Natalee Peters still speaks of her son in the present tense.
Nearly a week after 4-year-old Marquel Peters was killed by a stray bullet at a New Year’s Eve church service, his mother is struggling with the realization that her only child was taken from her in a senseless accident.
DeKalb Police believe that a bullet fired from a gun by someone celebrating the new year pierced a hole in the roof of The Church of God of Prophecy in Decatur and struck Marquel in the head. He died a short time later at Children’s Healthcare of Atlanta at Egleston before doctors could stabilize him enough to surgically remove the bullet.
DeKalb Police are continuing the investigation but have so suspects in the case, as the shot could have been fired from more than a mile away.
“He really loves going to church,” Natalee Peters said on Jan. 4. “Sometimes, if he wasn’t listening I would tell him we’re not going. He would tell me, ‘I wanna go.’ He enjoyed going to Sunday School and loved being up front where the musicians are.”
During an intermission after the Watch Night Service, Marquel got up from his seat and went to where the musicians were setting up for a concert that was to begin at 12:30 a.m. He banged around on the drums a little bit, and then went to visit his uncle, Gary Peters, who was sitting nearby.
“He told me ‘Happy New Year, Uncle Gary,’” his uncle said. “I was talking to him just two minutes before it happened.”
Pastor Lloyd Phipps and others at the service said they heard a loud pop. Marquel was playing with a portable video game he got for Christmas during the intermission when he was hit by the bullet.
Natalee Peters said she saw the game drop to the floor, and when she turned around after picking it up, she saw her son’s head covered in blood.
“I’m just trying to hold up,” Natalee Peters said. “It’s been very hard. The church family has been real supportive, real nice. My mom, dad, brother, everyone has helped. I couldn’t do it by myself. I wouldn’t know what to do.”
Phipps is concerned that the most difficult time for Peters will come after the funeral service. There was a memorial service scheduled at the church on Wednesday, Jan. 7, and the funeral is scheduled for Jan. 15, Phipps said. Details have not been finalized.
“Honestly, I can’t make sense out of it,” Phipps said. “Right now we’re just trying to be there for the family to support them. The hard work is once the funeral is over. When the emotions have calmed down, folks go back to their routine. Natalee will still be missing him, seeing his toys and not hearing his voice.”
Phipps is trying to set up a six-month schedule where church members can volunteer to sit with her, pray with her, and take her shopping or out to eat. The church, with an average attendance of about 230 people, according to Phipps, is close-knit. Marquel’s grandparents, and several aunts, uncles and cousins also attend the church.
Gary Peters, who has been attending the church since 1992, is the director of stewardship ministry and a member of the church’s finance committee. Natalee Peters and several of her relatives moved from Jamaica to DeKalb County five years ago and have been attending the church ever since.
“We want to make sure she’s not in need of anything,” he said. “I haven’t heard of one person who is not trying to find a way to contribute.”
In addition to coping with her son’s death, Natalee Peters and others are trying to come to terms with the entire series of events that happened after Marquel was struck. When police and paramedics arrived at the church, they found no evidence of a bullet. Investigators discovered on Friday, Jan. 1, that the bullet had passed through the roof.
Natalee Peters said that a couple of nurses in the congregation were applying pressure to the wound until paramedics arrived.
“They couldn’t find anything that suggested it was a gunshot,” Phipps said. “They didn’t find out it was a bullet until they did an X-ray at the hospital.”
Phipps said paramedics thought debris from the ceiling caused the bleeding and that it was a flesh wound.
Marquel was taken by ambulance to Egleston, where those at the church thought he was improving. A police officer stayed behind at the church and twice received an update from the hospital. According to Phipps, the officer told him twice that Marquel’s condition was upgraded so they went ahead with the concert.
“They didn’t think it was a gunshot,” Natalee Peters said. “They said he would be all right.”
Someone out there(not in the church) knows what happened and is sitting around and not saying anything. But one day they will have to sit in judgment and have that part of their life shown. RIP Marquel.
i pray for peace of mind and remember the wonderful time u did have.
keep god first and keep on loving do not question it will be hard. in time
easier but then u will think of him and all his possibilites. god bless!
I have two scriptures for you to hold onto. (1) Proverbs 3:5 and Isaiah 57: 1. Hold on to JESUS with everything that you have, and everything that you are.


### REQUIREMENT
Could the data below please be reproduced word for word, without the pictures?

### MATERIAL FOR THE TASK
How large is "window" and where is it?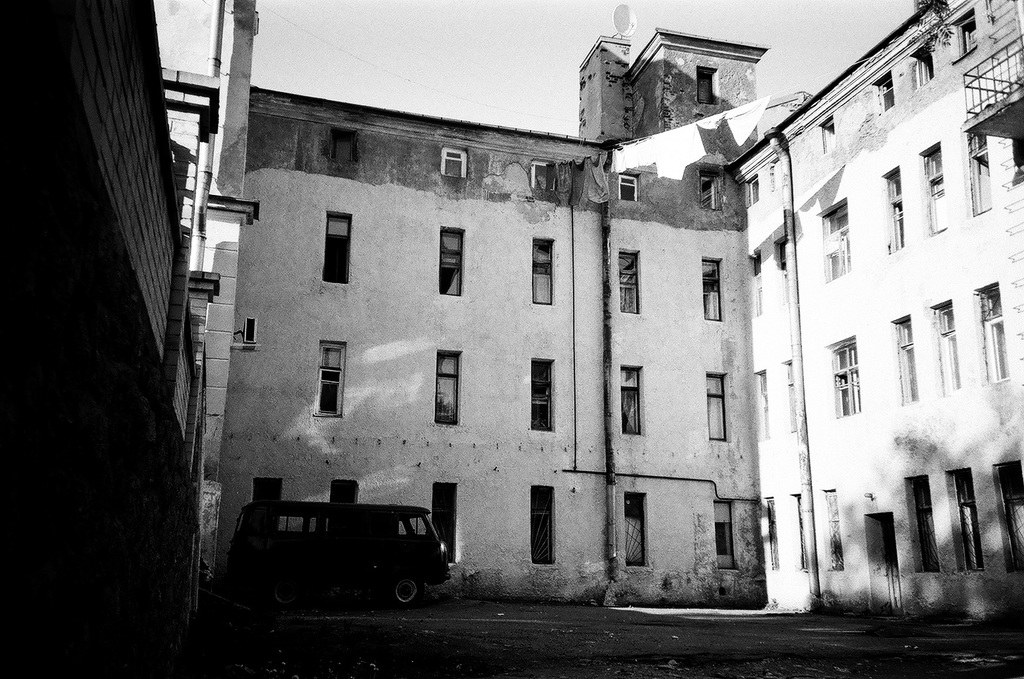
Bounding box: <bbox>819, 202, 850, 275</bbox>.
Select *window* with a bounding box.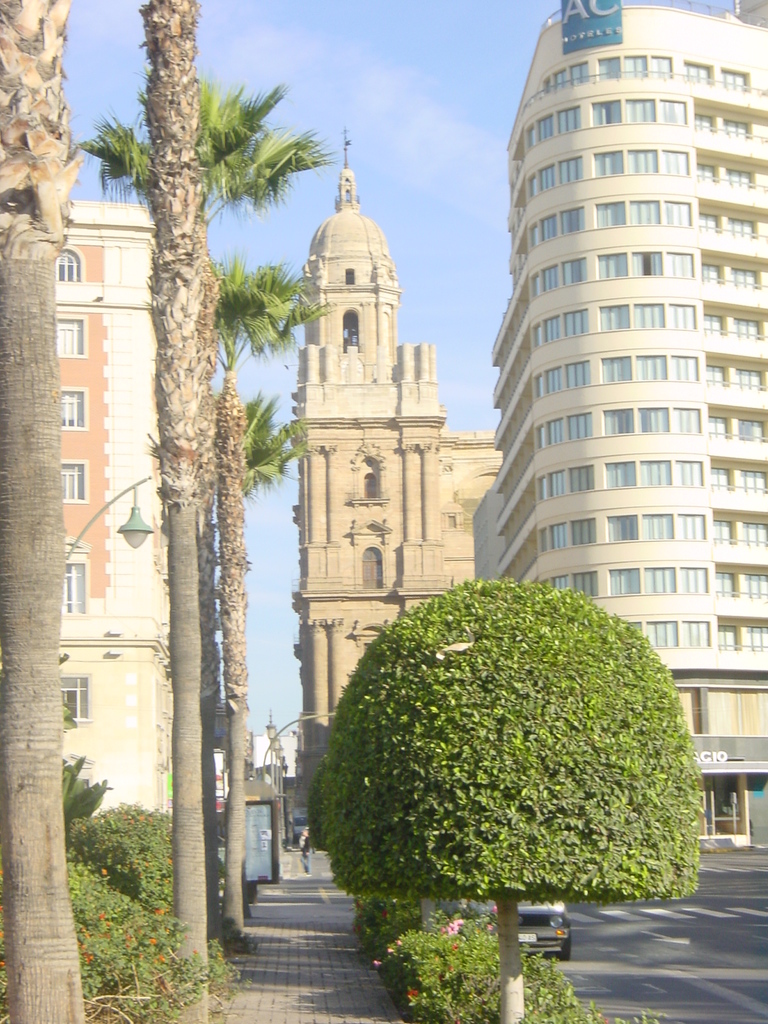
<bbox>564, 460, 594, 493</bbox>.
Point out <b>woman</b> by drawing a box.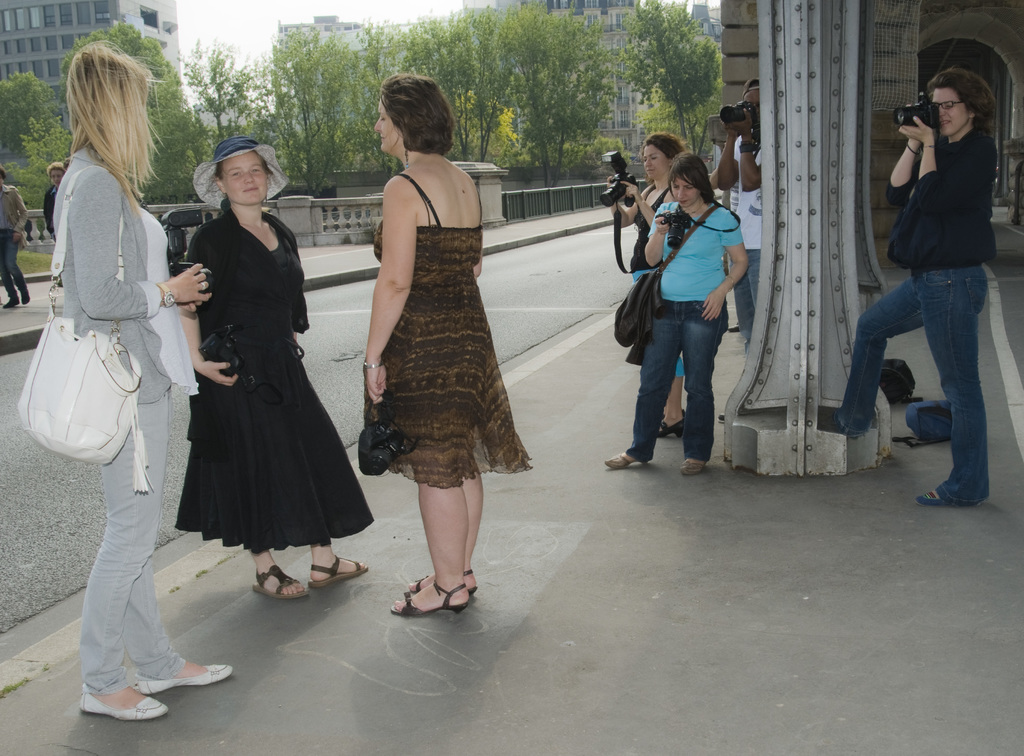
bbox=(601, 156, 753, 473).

### RESULT FOR THIS EXERCISE
How large is "window" and where is it?
Bounding box: <bbox>819, 202, 850, 275</bbox>.
Select *window* with a bounding box.
<bbox>564, 460, 594, 493</bbox>.
Point out <b>woman</b> by drawing a box.
bbox=(601, 156, 753, 473).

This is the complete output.